The evening settled soft and gold around the palace. Poornima had just come up from the drawing room, where she’d been laughing politely with Sharada and Abhimanyu over trivialities of the day. She smelled faintly of spice and lemon oil—work smells she carried like armor—and when she entered the room Veeresh watched her as if the world had narrowed to the curve of her shoulder.
“You’re late,” he said, casual on the surface, but there was something like hunger behind the words.
“Month end,” Poornima replied, shrugging. “You know how it is.” She paused as she smoothed her saree, like a small ritual to put herself together. “I freshened up.”
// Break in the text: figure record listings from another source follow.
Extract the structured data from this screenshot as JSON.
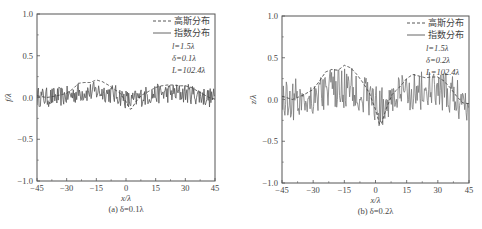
{
  "chart_data": [
    {
      "type": "line",
      "panel": "a",
      "caption": "(a) δ=0.1λ",
      "xlabel": "x/λ",
      "ylabel": "f/λ",
      "xlim": [
        -45,
        45
      ],
      "ylim": [
        -1.0,
        1.0
      ],
      "xticks": [
        "-45",
        "-30",
        "-15",
        "0",
        "15",
        "30",
        "45"
      ],
      "yticks": [
        "1.0",
        "0.5",
        "0.0",
        "-0.5",
        "-1.0"
      ],
      "legend": [
        "高斯分布",
        "指数分布"
      ],
      "legend_position": "upper right",
      "params": [
        "l=1.5λ",
        "δ=0.1λ",
        "L=102.4λ"
      ],
      "series": [
        {
          "name": "高斯分布",
          "style": "dashed",
          "x": [
            -45,
            -40,
            -35,
            -30,
            -27,
            -24,
            -21,
            -18,
            -15,
            -12,
            -9,
            -6,
            -3,
            0,
            2,
            3,
            5,
            8,
            12,
            15,
            18,
            21,
            24,
            27,
            30,
            33,
            36,
            39,
            42,
            45
          ],
          "values": [
            0.02,
            0.0,
            0.02,
            0.05,
            0.1,
            0.17,
            0.18,
            0.18,
            0.21,
            0.19,
            0.15,
            0.1,
            0.05,
            -0.05,
            -0.14,
            -0.13,
            -0.05,
            0.03,
            0.08,
            0.12,
            0.14,
            0.15,
            0.15,
            0.14,
            0.14,
            0.12,
            0.08,
            0.04,
            0.0,
            -0.02
          ]
        },
        {
          "name": "指数分布",
          "style": "solid",
          "description": "high-frequency rough profile oscillating about 0 with amplitude ~±0.12",
          "amplitude": 0.12
        }
      ]
    },
    {
      "type": "line",
      "panel": "b",
      "caption": "(b) δ=0.2λ",
      "xlabel": "x/λ",
      "ylabel": "z/λ",
      "xlim": [
        -45,
        45
      ],
      "ylim": [
        -1.0,
        1.0
      ],
      "xticks": [
        "-45",
        "-30",
        "-15",
        "0",
        "15",
        "30",
        "45"
      ],
      "yticks": [
        "1.0",
        "0.5",
        "0.0",
        "-0.5",
        "-1.0"
      ],
      "legend": [
        "高斯分布",
        "指数分布"
      ],
      "legend_position": "upper right",
      "params": [
        "l=1.5λ",
        "δ=0.2λ",
        "L=102.4λ"
      ],
      "series": [
        {
          "name": "高斯分布",
          "style": "dashed",
          "x": [
            -45,
            -40,
            -35,
            -30,
            -27,
            -24,
            -21,
            -18,
            -15,
            -12,
            -9,
            -6,
            -3,
            0,
            2,
            3,
            5,
            8,
            12,
            15,
            18,
            21,
            24,
            27,
            30,
            33,
            36,
            39,
            42,
            45
          ],
          "values": [
            0.04,
            0.0,
            0.05,
            0.12,
            0.22,
            0.33,
            0.36,
            0.35,
            0.41,
            0.38,
            0.3,
            0.2,
            0.08,
            -0.12,
            -0.3,
            -0.28,
            -0.12,
            0.06,
            0.16,
            0.25,
            0.3,
            0.28,
            0.26,
            0.27,
            0.27,
            0.22,
            0.14,
            0.04,
            -0.04,
            -0.05
          ]
        },
        {
          "name": "指数分布",
          "style": "solid",
          "description": "high-frequency rough profile oscillating about 0 with amplitude ~±0.25",
          "amplitude": 0.25
        }
      ]
    }
  ]
}
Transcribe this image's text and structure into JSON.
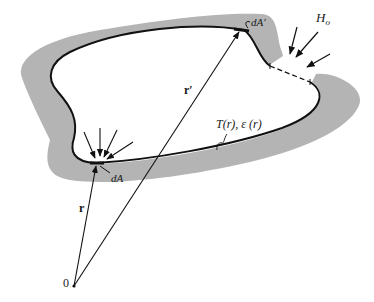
{
  "figure": {
    "colors": {
      "background": "#ffffff",
      "wall_fill": "#b4b4b4",
      "line": "#111111"
    },
    "labels": {
      "origin": "0",
      "r": "r",
      "r_prime": "r′",
      "dA": "dA",
      "dA_prime": "dA′",
      "external_irradiation": "H",
      "external_irradiation_sub": "o",
      "surface_props": "T(r), ε (r)"
    },
    "points": {
      "origin": [
        74,
        286
      ],
      "dA": [
        96,
        163
      ],
      "dA_prime": [
        240,
        30
      ]
    }
  }
}
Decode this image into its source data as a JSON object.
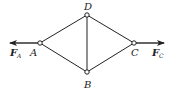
{
  "diagram": {
    "type": "truss",
    "nodes": {
      "A": {
        "label": "A",
        "x": 40,
        "y": 43
      },
      "B": {
        "label": "B",
        "x": 87,
        "y": 72
      },
      "C": {
        "label": "C",
        "x": 134,
        "y": 43
      },
      "D": {
        "label": "D",
        "x": 87,
        "y": 15
      }
    },
    "members": [
      [
        "A",
        "D"
      ],
      [
        "A",
        "B"
      ],
      [
        "D",
        "B"
      ],
      [
        "D",
        "C"
      ],
      [
        "B",
        "C"
      ]
    ],
    "forces": {
      "FA": {
        "symbol": "F",
        "subscript": "A",
        "direction": "left"
      },
      "FC": {
        "symbol": "F",
        "subscript": "C",
        "direction": "right"
      }
    },
    "colors": {
      "line": "#222222",
      "background": "#ffffff"
    }
  }
}
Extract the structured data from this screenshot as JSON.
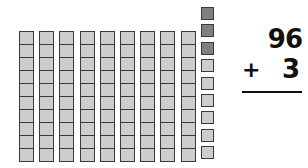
{
  "manipulatives": {
    "tens_rods": 9,
    "cells_per_rod": 10,
    "unit_cubes": [
      {
        "shade": "dark"
      },
      {
        "shade": "dark"
      },
      {
        "shade": "dark"
      },
      {
        "shade": "light"
      },
      {
        "shade": "light"
      },
      {
        "shade": "light"
      },
      {
        "shade": "light"
      },
      {
        "shade": "light"
      },
      {
        "shade": "light"
      }
    ],
    "colors": {
      "light": "#cdcdcd",
      "dark": "#808080",
      "outline": "#3a3a3a"
    }
  },
  "problem": {
    "addend_top": "96",
    "operator": "+",
    "addend_bottom": "3"
  }
}
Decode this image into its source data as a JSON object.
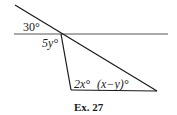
{
  "figure": {
    "caption": "Ex. 27",
    "angles": {
      "a30": "30°",
      "a5y": "5y°",
      "a2x": "2x°",
      "axy": "(x−y)°"
    },
    "lines": {
      "horizontal": {
        "x1": 14,
        "y1": 34,
        "x2": 168,
        "y2": 34
      },
      "transversal": {
        "x1": 15,
        "y1": 5,
        "x2": 157,
        "y2": 91
      },
      "side": {
        "x1": 61,
        "y1": 34,
        "x2": 71,
        "y2": 90
      },
      "base": {
        "x1": 71,
        "y1": 90,
        "x2": 157,
        "y2": 91
      }
    },
    "stroke_color": "#1a1a1a"
  }
}
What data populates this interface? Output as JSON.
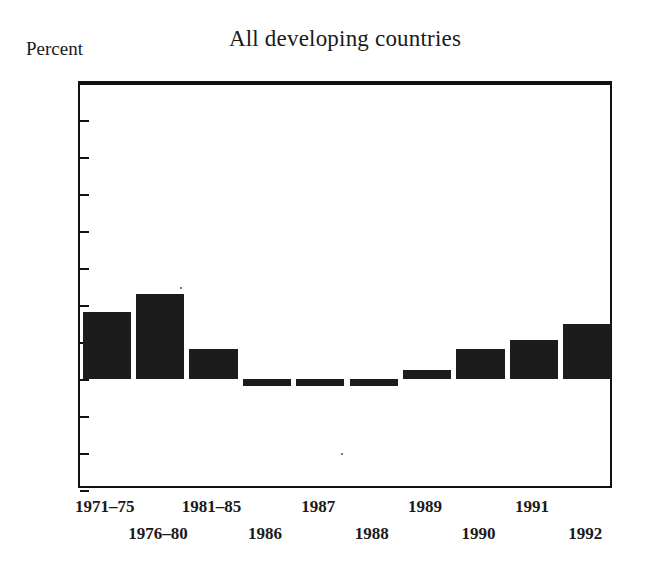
{
  "chart_data": {
    "type": "bar",
    "title": "All developing countries",
    "xlabel": "",
    "ylabel": "Percent",
    "ylim": [
      -3,
      8
    ],
    "ytick_labels": [
      "8",
      "7",
      "6",
      "5",
      "4",
      "3",
      "2",
      "1",
      "0",
      "−1",
      "−2",
      "−3"
    ],
    "yticks": [
      8,
      7,
      6,
      5,
      4,
      3,
      2,
      1,
      0,
      -1,
      -2,
      -3
    ],
    "grid": false,
    "legend": null,
    "categories": [
      "1971–75",
      "1976–80",
      "1981–85",
      "1986",
      "1987",
      "1988",
      "1989",
      "1990",
      "1991",
      "1992"
    ],
    "values": [
      1.8,
      2.3,
      0.8,
      -0.2,
      -0.2,
      -0.2,
      0.25,
      0.8,
      1.05,
      1.5
    ],
    "series": [
      {
        "name": "All developing countries",
        "values": [
          1.8,
          2.3,
          0.8,
          -0.2,
          -0.2,
          -0.2,
          0.25,
          0.8,
          1.05,
          1.5
        ]
      }
    ],
    "bar_color": "#1c1c1c",
    "axis_color": "#111111",
    "background_color": "#ffffff"
  }
}
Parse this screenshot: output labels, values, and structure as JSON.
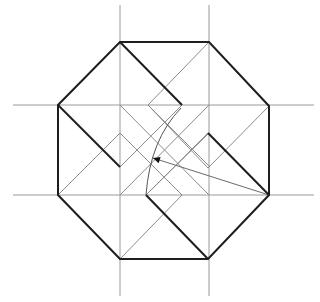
{
  "diagram": {
    "type": "geometric-construction",
    "colors": {
      "background": "#ffffff",
      "bold_stroke": "#1e1e1e",
      "guide_stroke": "#9a9a9a",
      "construction_stroke": "#8c8c8c"
    },
    "guides": [
      {
        "x1": 120,
        "y1": 5,
        "x2": 120,
        "y2": 296
      },
      {
        "x1": 209,
        "y1": 5,
        "x2": 209,
        "y2": 296
      },
      {
        "x1": 13,
        "y1": 105,
        "x2": 314,
        "y2": 105
      },
      {
        "x1": 13,
        "y1": 195,
        "x2": 314,
        "y2": 195
      }
    ],
    "octagon": [
      [
        120,
        42
      ],
      [
        209,
        42
      ],
      [
        269,
        106
      ],
      [
        269,
        195
      ],
      [
        208,
        259
      ],
      [
        120,
        259
      ],
      [
        58,
        195
      ],
      [
        58,
        105
      ]
    ],
    "bold_arms": [
      [
        [
          120,
          42
        ],
        [
          182,
          105
        ]
      ],
      [
        [
          269,
          195
        ],
        [
          208,
          133
        ]
      ],
      [
        [
          208,
          259
        ],
        [
          146,
          195
        ]
      ],
      [
        [
          58,
          105
        ],
        [
          120,
          167
        ]
      ]
    ],
    "construction_lines": [
      [
        [
          209,
          42
        ],
        [
          148,
          105
        ],
        [
          209,
          166
        ]
      ],
      [
        [
          182,
          105
        ],
        [
          120,
          167
        ]
      ],
      [
        [
          269,
          106
        ],
        [
          208,
          168
        ],
        [
          148,
          105
        ]
      ],
      [
        [
          208,
          133
        ],
        [
          146,
          195
        ]
      ],
      [
        [
          120,
          259
        ],
        [
          182,
          195
        ],
        [
          120,
          133
        ]
      ],
      [
        [
          146,
          195
        ],
        [
          209,
          133
        ]
      ],
      [
        [
          58,
          195
        ],
        [
          120,
          133
        ],
        [
          182,
          195
        ]
      ],
      [
        [
          120,
          167
        ],
        [
          182,
          105
        ]
      ],
      [
        [
          120,
          105
        ],
        [
          209,
          195
        ]
      ],
      [
        [
          209,
          105
        ],
        [
          120,
          195
        ]
      ]
    ],
    "arc": {
      "d": "M 181 108 Q 150 140 146 195"
    },
    "arrow": {
      "from": [
        269,
        195
      ],
      "to": [
        153,
        158
      ]
    }
  }
}
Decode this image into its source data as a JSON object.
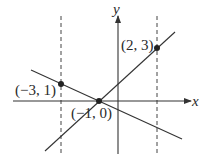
{
  "diagram": {
    "axes": {
      "x_label": "x",
      "y_label": "y"
    },
    "points": [
      {
        "label": "(2, 3)",
        "x": 2,
        "y": 3
      },
      {
        "label": "(−3, 1)",
        "x": -3,
        "y": 1
      },
      {
        "label": "(−1, 0)",
        "x": -1,
        "y": 0
      }
    ],
    "lines": [
      {
        "name": "line-through-(-1,0)-and-(2,3)",
        "slope": 1,
        "intercept": 1
      },
      {
        "name": "line-through-(-3,1)-and-(-1,0)",
        "slope": -0.5,
        "intercept": -0.5
      }
    ],
    "dashed_verticals": [
      {
        "x": -3
      },
      {
        "x": 2
      }
    ],
    "colors": {
      "stroke": "#333333",
      "point": "#222222"
    }
  }
}
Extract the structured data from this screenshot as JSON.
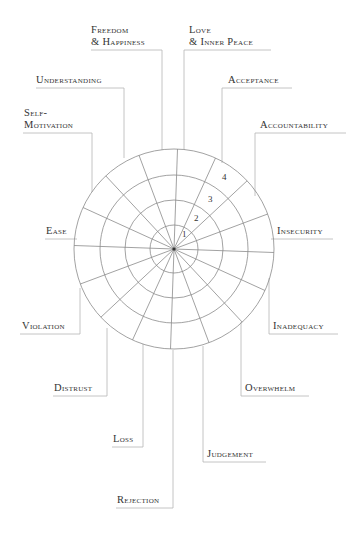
{
  "diagram": {
    "type": "radial-wheel",
    "rings": [
      1,
      2,
      3,
      4
    ],
    "segments": 16,
    "labels": [
      {
        "id": "freedom-happiness",
        "lines": [
          "Freedom",
          "& Happiness"
        ]
      },
      {
        "id": "love-inner-peace",
        "lines": [
          "Love",
          "& Inner Peace"
        ]
      },
      {
        "id": "understanding",
        "lines": [
          "Understanding"
        ]
      },
      {
        "id": "acceptance",
        "lines": [
          "Acceptance"
        ]
      },
      {
        "id": "self-motivation",
        "lines": [
          "Self-",
          "Motivation"
        ]
      },
      {
        "id": "accountability",
        "lines": [
          "Accountability"
        ]
      },
      {
        "id": "ease",
        "lines": [
          "Ease"
        ]
      },
      {
        "id": "insecurity",
        "lines": [
          "Insecurity"
        ]
      },
      {
        "id": "violation",
        "lines": [
          "Violation"
        ]
      },
      {
        "id": "inadequacy",
        "lines": [
          "Inadequacy"
        ]
      },
      {
        "id": "distrust",
        "lines": [
          "Distrust"
        ]
      },
      {
        "id": "overwhelm",
        "lines": [
          "Overwhelm"
        ]
      },
      {
        "id": "loss",
        "lines": [
          "Loss"
        ]
      },
      {
        "id": "judgement",
        "lines": [
          "Judgement"
        ]
      },
      {
        "id": "rejection",
        "lines": [
          "Rejection"
        ]
      }
    ],
    "ring_labels": [
      "1",
      "2",
      "3",
      "4"
    ],
    "colors": {
      "line": "#8a8a8a",
      "connector": "#b0b0b0",
      "text": "#333333",
      "background": "#ffffff"
    }
  }
}
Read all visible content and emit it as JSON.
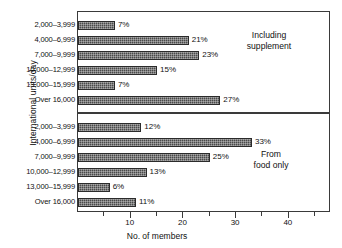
{
  "chart_data": {
    "type": "bar",
    "orientation": "horizontal",
    "title": "",
    "xlabel": "No. of members",
    "ylabel": "International units/day",
    "xlim": [
      0,
      48
    ],
    "grid": false,
    "categories": [
      "2,000–3,999",
      "4,000–6,999",
      "7,000–9,999",
      "10,000–12,999",
      "13,000–15,999",
      "Over 16,000"
    ],
    "xticks_major": [
      10,
      20,
      30,
      40
    ],
    "xticks_minor": [
      5,
      15,
      25,
      35,
      45
    ],
    "xtick_labels": [
      "10",
      "20",
      "30",
      "40"
    ],
    "panels": [
      {
        "id": "including-supplement",
        "note": "Including\nsupplement",
        "values": [
          7,
          21,
          23,
          15,
          7,
          27
        ],
        "value_labels": [
          "7%",
          "21%",
          "23%",
          "15%",
          "7%",
          "27%"
        ]
      },
      {
        "id": "from-food-only",
        "note": "From\nfood only",
        "values": [
          12,
          33,
          25,
          13,
          6,
          11
        ],
        "value_labels": [
          "12%",
          "33%",
          "25%",
          "13%",
          "6%",
          "11%"
        ]
      }
    ],
    "bar_color": "#4a4a4a",
    "frame_color": "#3a3a3a"
  }
}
Veeresh studied her for a heartbeat, then, almost casually, asked, “What do you think about kids?”
The question could have been thrown away, but Poornima blinked and gave a small, almost shy smile. “They’re lovely. Mini versions of us running around, chaos and laughter… it’s a beautiful thought.”
Veeresh’s chuckle was soft, a sound that had nothing to do with mockery. It was hope. “Are you... planning for kids, Mrs. Raj?” he teased gently.
Poornima’s face hardened for the first time. She folded her hands in her lap, the old wound opening raw and honest. “I’m not ready yet, Veeresh.” Her voice was steady but fragile. “I don’t know when you’ll change and hurt me again. I know you’re trying—people tell me you’re different—but that fear… it’s constant. I’m terrified my children will feel what I felt. Abandoned. Unwanted. I can’t do that to them.”
His expression shifted—no swagger, no edge—only quiet attention. Veeresh rose and crossed the room until he stood in front of her. He didn’t take her hand without asking, but he kept his presence close enough that she could feel the warmth from him.
“Then I’ll give you time,” he said, low and honest. “I won’t pressure you, and I won’t make this a demand. No timelines. No ultimatums. Only promises.”
Poornima’s lashes fluttered. “Words, Veeresh.”
He nodded, as if he had been waiting for that; she had every right to say it. “Yes. Words.” He swallowed and kept going. “And actions. I’ll build proof you can see. I’ll show you at home—small things. I’ll show you in public—respect, protection, no humiliation. I’ll show you in business—support, not dominance. I’ll make sure your restaurants and hotels are untouchable. If you want space, I’ll give it. If you want me to step back, I will step back and prove my presence by what I do, not by what I say.”
Her throat tightened. “What if you fail?”
“You’ll tell me,” he answered. “I’ll accept the pain I deserve and I’ll fix it. I won’t hide. I’ll tell you everything—my moves, my mistakes, my past—no secrets. And if you ever feel unsafe—truly unsafe—you walk. I’ll never let anyone harm you or your children, and I’ll never make your home a battlefield for pride again.”
Poornima looked at him hard, searching for the old mask. For once, she saw cracks—not weakness, but the outline of an earnestness she hadn’t believed he was capable of.
“Baby steps,” she said finally, voice small. “But not promises I can’t hold you to. I need proof. Quiet, steady proof.”
Veeresh’s eyes softened until they were almost gentle. “Then start with one week. One week of nothing but proof. No sharp words. No public claims. One week of doing exactly what you ask. If I fail—leave. If I don’t—then we try the next step. Together.”
Poornima let out a breath she hadn’t realized she’d been holding. She nodded, slow. It wasn’t a yes to babies, not yet. It was a yes to trying—and it was everything she’d been afraid to allow herself.
He bowed his head almost imperceptibly, the gesture private and sincere. “Thank you,” he said. Then, with a lighter edge, he added, “And when you’re ready, we’ll plan those three kids of yours—two boys and one girl—exactly as you wrote. I’ll memorize their names if I must.”
She laughed, small and wet-eyed. It broke something like an icicle inside her chest. Veeresh reached out and ruffled her hair the way she once had done to him in a rare, tender mock of childhood—simple, intimate, and grounding.
That night, there were no grand declarations. There were only small promises: time given, actions pledged, and a truce forged in honesty. It was not the end of their war or the instant of fairy-tale healing. It was a beginning—the slow, careful building of trust, brick by tentative brick.